Australia victim of containment success: it may have massively over-stimulated and needs to exit fast...
Australia's exceptional efforts in flattening the COVID-19 curve quickly and crushing viral transmissions means that we may be a victim of our own success. The government's fiscal stimulus may have been calibrated for a situation that is much worse than the one we face.
New analysis presented by Deutsche Bank economist Torsten Slok shows that amongst the 20 countries he examined, no nation has provided more fiscal support as a share of GDP than Australia in revenue and expenditure terms.
And yet according to our real-time COVID-19 infection and fatality tracking systems, Australia’s new infection numbers peaked at the start of the month. This was slightly ahead of our contrarian March forecast for a peak in US and Australian infections in early April (the US peaked on April 11).
In fact, it appears that Australia’s containment efficacy has been superior to almost all developed countries globally save Hong Kong and New Zealand, which is a tribute to Prime Minister Scott Morrison and the state premiers' policy fortitude. As a disease, COVID-19 has all but disappeared across the land. (This does not mean that there will not be small outbreaks in the future that require targeted lock-downs of specific areas, as we have seen in Tasmania.)
My fear is that the huge size of Australia’s fiscal stimulus could reduce at the margin the incentive for workers and businesses to spin activity back up. And it could unnecessarily damage Australia’s fiscal balance, burdening future generations with massive amounts of debt that was not actually warranted.
Of course, there is a circularity here: the longer you want to contain, the more stimulus and debt you need. The one thing we now know with certainty is that Australia does not need to hibernate businesses for six months, as we argued in March.
Another fear is that it might be much harder to reactivate businesses the longer we wait to do so, with the permanent economic damage increasing as a function of time.
Finally, the permanent damage wrought by lock-downs---as represented by a structural increase in unemployment, risk-aversion (ie, reduced animal spirits), and, perhaps on a more positive note, the death of Zombie businesses---might be bigger than we currently understand.
We have long argued that the rise of over-leveraged and unprofitable businesses, especially those that issue high-yield bonds, is a source of huge investment risk.
The classic case is Virgin Airlines, which in October last year issued investors a $325 million bond on the ASX. That security (ASX: VAHHA), which we did not touch because Virgin was a zombie from central casting, has traded down from $100 to $39 before it was suspended. It is presumably worth nothing now and will join the other "zeroes" in a high yield bond graveyard that is about to get increasingly full as defaults soar globally.
This is also a growing problem for the high yield debt funds listed on the ASX via Listed Investment Trusts (LITs), which suffered steep 20 per cent to 40 per cent plus losses in March, and traded at enormous discounts to their net tangible asset values, as we had repeatedly warned they would do over the last year.
Given Australia’s success with containment and the risks of over-stimulating, I would urge the government to fast-track staged and targeted exits from the current strategy as soon as possible (and work to commensurately withdraw its stimulus measures as activity normalises).
Contrary to some claims, there are potentially enormous economic, social, and health costs that directly result from a depressionary containment strategy that kills activity with the upside that it has the profound benefit of cauterising COVID-19. To blindly ignore these trade-offs on the basis of hope rather than any empirical evidence would be a unique form of policy madness.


◆ WHAT YOU SHOULD DO ◆
Exact copies of the records below are needed, free of pictures.

◆ SUPPLIED DATA ◆
**********

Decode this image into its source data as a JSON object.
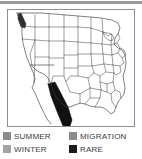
{
  "figure": {
    "kind": "range-map",
    "background_color": "#ffffff",
    "top_rule_color": "#9a9a9d"
  },
  "map": {
    "region": "continental-united-states",
    "border_color": "#8e8e91",
    "state_line_color": "#4d4d4f",
    "coast_line_color": "#3c3c3e",
    "fill_color": "#ffffff",
    "shaded_ranges": [
      {
        "name": "southwest-band",
        "color": "#111111",
        "description": "dark band across southern california, arizona and northwest mexico"
      },
      {
        "name": "washington-coast-patch",
        "color": "#2e2e30",
        "description": "small dark patch on the northwest pacific coast"
      }
    ]
  },
  "legend": {
    "rows": [
      {
        "items": [
          {
            "label": "SUMMER",
            "color": "#8c8c8f"
          },
          {
            "label": "MIGRATION",
            "color": "#8c8c8f"
          }
        ]
      },
      {
        "items": [
          {
            "label": "WINTER",
            "color": "#a3a3a6"
          },
          {
            "label": "RARE",
            "color": "#1a1a1a"
          }
        ]
      }
    ]
  }
}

**********

◆ PROBLEM SOLUTION ◆
Decode this image into its source data as a JSON object.
{
  "figure": {
    "kind": "range-map",
    "background_color": "#ffffff",
    "top_rule_color": "#9a9a9d"
  },
  "map": {
    "region": "continental-united-states",
    "border_color": "#8e8e91",
    "state_line_color": "#4d4d4f",
    "coast_line_color": "#3c3c3e",
    "fill_color": "#ffffff",
    "shaded_ranges": [
      {
        "name": "southwest-band",
        "color": "#111111",
        "description": "dark band across southern california, arizona and northwest mexico"
      },
      {
        "name": "washington-coast-patch",
        "color": "#2e2e30",
        "description": "small dark patch on the northwest pacific coast"
      }
    ]
  },
  "legend": {
    "rows": [
      {
        "items": [
          {
            "label": "SUMMER",
            "color": "#8c8c8f"
          },
          {
            "label": "MIGRATION",
            "color": "#8c8c8f"
          }
        ]
      },
      {
        "items": [
          {
            "label": "WINTER",
            "color": "#a3a3a6"
          },
          {
            "label": "RARE",
            "color": "#1a1a1a"
          }
        ]
      }
    ]
  }
}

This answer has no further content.